WordType Designs
Driven To Distractions©
The Sound of One Hand Clapping©


A rchive Date
[ 14-04-2003 ]
Category
[ International Relations ]
sub-Categoy
[ Canada ]

      [http://www.canoe.ca/Columnists/goodden.html

      Our name keeps us defining ourselves
      By Herman Goodden - London Free Press
      April 14, 2003

      Civicly speaking, what's in a name?

      At intermission at a choral concert last month, I was approached by a London businessperson and patron of the arts who prefers to keep a low profile in the media. A thoughtful man who's always worth talking to for the ideas he passes around like a freely proffered bag of popcorn, this time one of those ideas lodged itself in the back of my mind like a half-exploded kernel wedged between two molars, providing hours of half conscious diversion as I poke at it from different angles, trying to work it loose.

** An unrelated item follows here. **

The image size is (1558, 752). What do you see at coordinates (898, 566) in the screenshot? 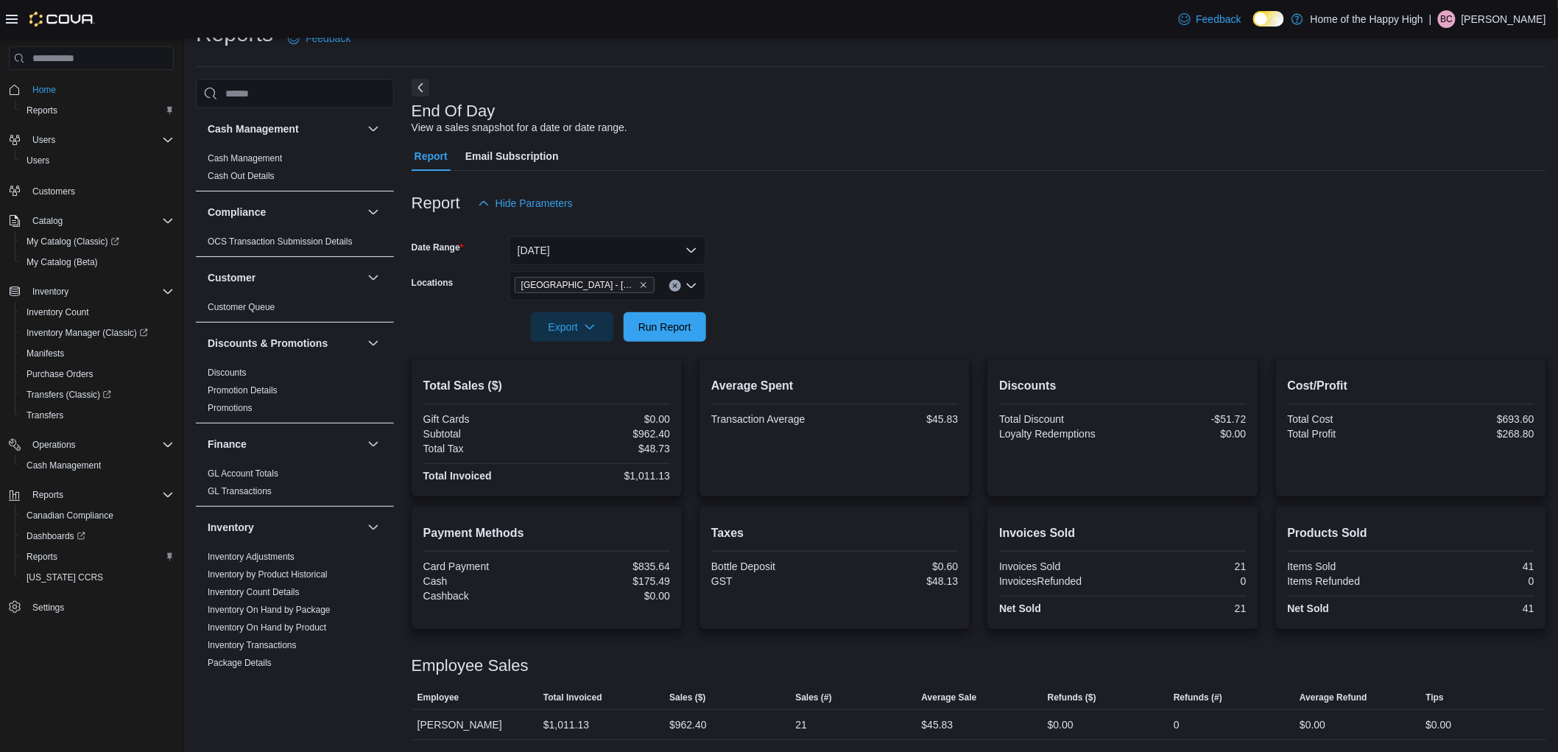
I see `div: $0.60` at bounding box center [898, 566].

      What he said was a more eloquent version of something I've been hearing all my life, but never seriously considered before. I paraphrase, but it went like this: "I think it's time London changed its name. The real London is across the ocean, was established a long time ago, and we're never going to be able to own that name like they do. It's like adding "Junior" to a family name that's been passed on. Maybe we needed it at first, to get us started as part of a tradition that was vitally important to us during the pioneer period. But that was 200 years ago. This town will never come into its own as long as it's saddled with a name that - for anyone living outside Middlesex County - will always signify somewhere else."


      Many Londoners will remember an episode of All in the Family from the early '70s, where Archie Bunker almost lost his job for too quickly reading an address form and shipping an expensive parcel overseas instead of to the Forest City. About to rupture himself with indignation at how the gods had deviously conspired to trick him, Archie reaped the biggest laugh of the show by staring heavenward and asking, "Who ever heard of London, Ontario?"


      When the communities of Galt, Hespeller and Preston came together on New Year's Day, 1973, and collectively redubbed themselves Cambridge, they engaged in a kind of historical annihilation. Did they even think of consulting Londoners first to see if there were any downsides to living under another city's well established name? Three years earlier, the cities of Fort William and Port Arthur had put away their colonial training wheels and boldly christened their amalgamated city with a beautiful new name redolent of nowhere else on Earth --Thunder Bay.


      I'm not denying that Cambridge is a charming and beautiful city and I trust by now my credentials as a lifelong Londoner who loves this place are established. I would also concede that, 210 years into London's existence, it's probably too late to consider changing anything so primary as our name. So I'm not talking civic treason here. I'm talking about identity and how a community takes ownership of its own destiny.


      That was just the sort of soul work London artist Greg Curnoe (1936-92) playfully, brilliantly and (some of us would say) heroically grappled with all his life. Attending the opening this week of the magnificent Curnoe retrospective at Museum London, I asked Zoe Curnoe, Greg's youngest child (now 31) if her dad ever had a problem with London's name, ever saw it as something to throw off.


      "Never," she laughed. "I think he actually thought the name London was funny. I think he actually liked it, that London was London. For him, that would've just been part of Canada's whole dilemma; that no matter what we do, we're always going to be dwarfed, either by England or the States. So we just have to find our own path and keep plugging away. Living in Vancouver, I'll mention I'm going to London and people say, 'You're going to England? How nice for you.' Nobody ever thinks of London, Ontario. I always have to remember to say it, to qualify it as London, Ontario. And maybe that just builds a little more strength of character in all of us. It reminds us that we constantly have to make our point, or else people are going to go ahead and assume something else about us."


      Herman Goodden is a London freelance writer. His column appears in Monday's and Thursday's Opinion pages. It no longer appears in Sunday's A&E section. He can be e-mailed at herman.goodden@sympatico.ca. Letters to the editor should be sent to letters@lfpress.com


      World Fact Book (CIA)]


Some pages may require Adobe Acrobat Reader



Copyright and Fair Use Information: The contents of this web site is protected by international copyright laws and may not be reproduced in any form or manner whatsoever, if for the purpose of resale or solicitation of a donation. The essays included here, may be reproduced only if: 1)They are not altered in any way; 2) reproductions must be accompanied by this copyright page ; and 3) it is given freely and without charge.
Fair use: The fair use of copyrighted work, including such use by reproduction in copies or phonorecords or by any other means specified in above sections, for purposes such as criticism, comment, news reporting, teaching (including multiple copies for classroom use), scholarship, or research, is not an infringement of copyright. In determining whether the use made of a work in any particular case is fair use the factors to be considered include : (1) the purpose and character of the use, including whether the use is of a commercial nature or is for nonprofit educational purposes; (2) the nature of the copyrighted work; (3) the amount and substantiality of the portion used in relation to the copyrighted work as a whole, and; (4) the effect of the use upon the potential market value of the copyrighted work.